What if Alice and Bob must solve this same problem \emph{without communicating at all?} Perhaps surprisingly, with access to public randomness, they can still achieve $\Pr[a = b] \geq \frac{1 - D_{\text{tv}}({P},{Q})}{1 + D_{\text{tv}}({P},{Q})} \geq 1-2D_{\text{tv}}({P},{Q})$ using a simple protocol based on the Weighted MinHash algorithm. This bound was shown to be optimal in the worst-case by Bavarian, Ghazi, Haramaty, Kamath, Rivest, and Sudan [ToC 2020].
In this work, we revisit the ``communication-free coupling'' problem. We provide a simpler proof of the optimality result from [Bavarian et al., 2020]. Moreover we show that, while the \emph{worst-case} success probability of Weighted MinHash cannot be improved, an equally simple protocol based on Gumbel sampling offers a Pareto improvement: for every pair of distributions ${P}$ and ${Q}$, Gumbel sampling achieves an equal or higher value of $\Pr[a = b]$ than Weighted MinHash.
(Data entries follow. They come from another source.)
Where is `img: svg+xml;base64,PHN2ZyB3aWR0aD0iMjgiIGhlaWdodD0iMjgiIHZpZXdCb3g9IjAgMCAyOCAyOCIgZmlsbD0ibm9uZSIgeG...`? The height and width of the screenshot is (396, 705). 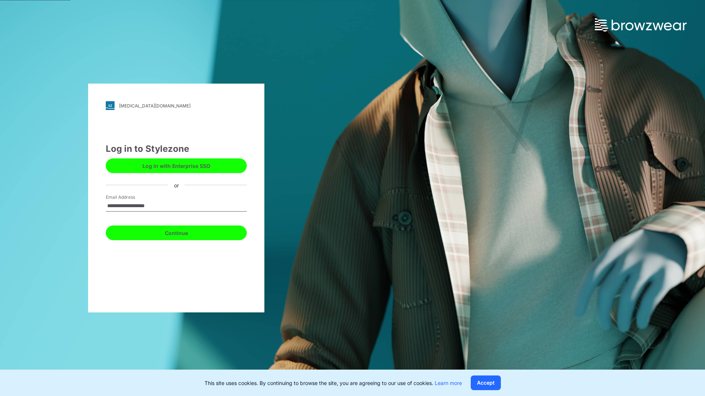 img: svg+xml;base64,PHN2ZyB3aWR0aD0iMjgiIGhlaWdodD0iMjgiIHZpZXdCb3g9IjAgMCAyOCAyOCIgZmlsbD0ibm9uZSIgeG... is located at coordinates (110, 106). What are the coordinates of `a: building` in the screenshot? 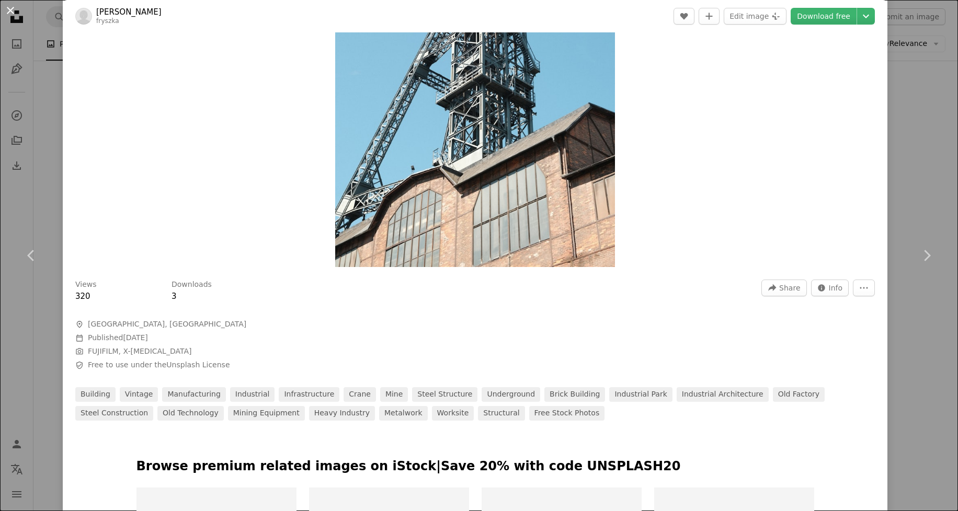 It's located at (95, 395). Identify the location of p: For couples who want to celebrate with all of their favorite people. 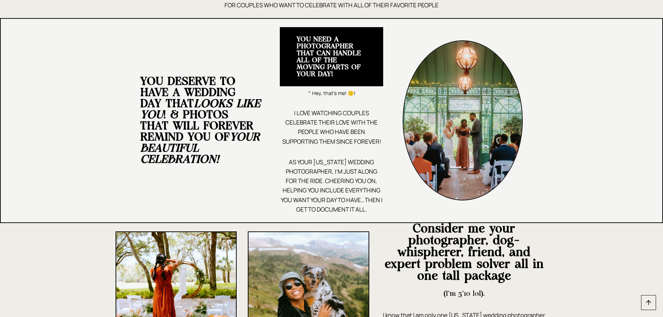
(331, 5).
Importantly, this improvement translates to practice. We demonstrate an application of communication-free coupling to \emph{speculative decoding}, a recent method for accelerating autoregressive large language models [Leviathan, Kalman, Matias, ICML 2023].
We show that communication-free protocols can be used to contruct \emph{\CSD{}} schemes, which have the desirable property that their output is fixed given a fixed random seed, regardless of what drafter is used for speculation. In experiments on a language generation task, Gumbel sampling outperforms Weighted MinHash.
Code is available at \url{https://github.com/majid-daliri/DISD}.
Finally, we study the coupling problem in the setting where communication is \emph{bounded}, rather than completely eliminated. We describe a protocol that uses just $O(\log(n/\epsilon))$ bits of communication to achieve $\Pr[a = b] = 1 - D_{\text{tv}}({P},{Q}) - \epsilon$, i.e. to essentially match optimal coupling.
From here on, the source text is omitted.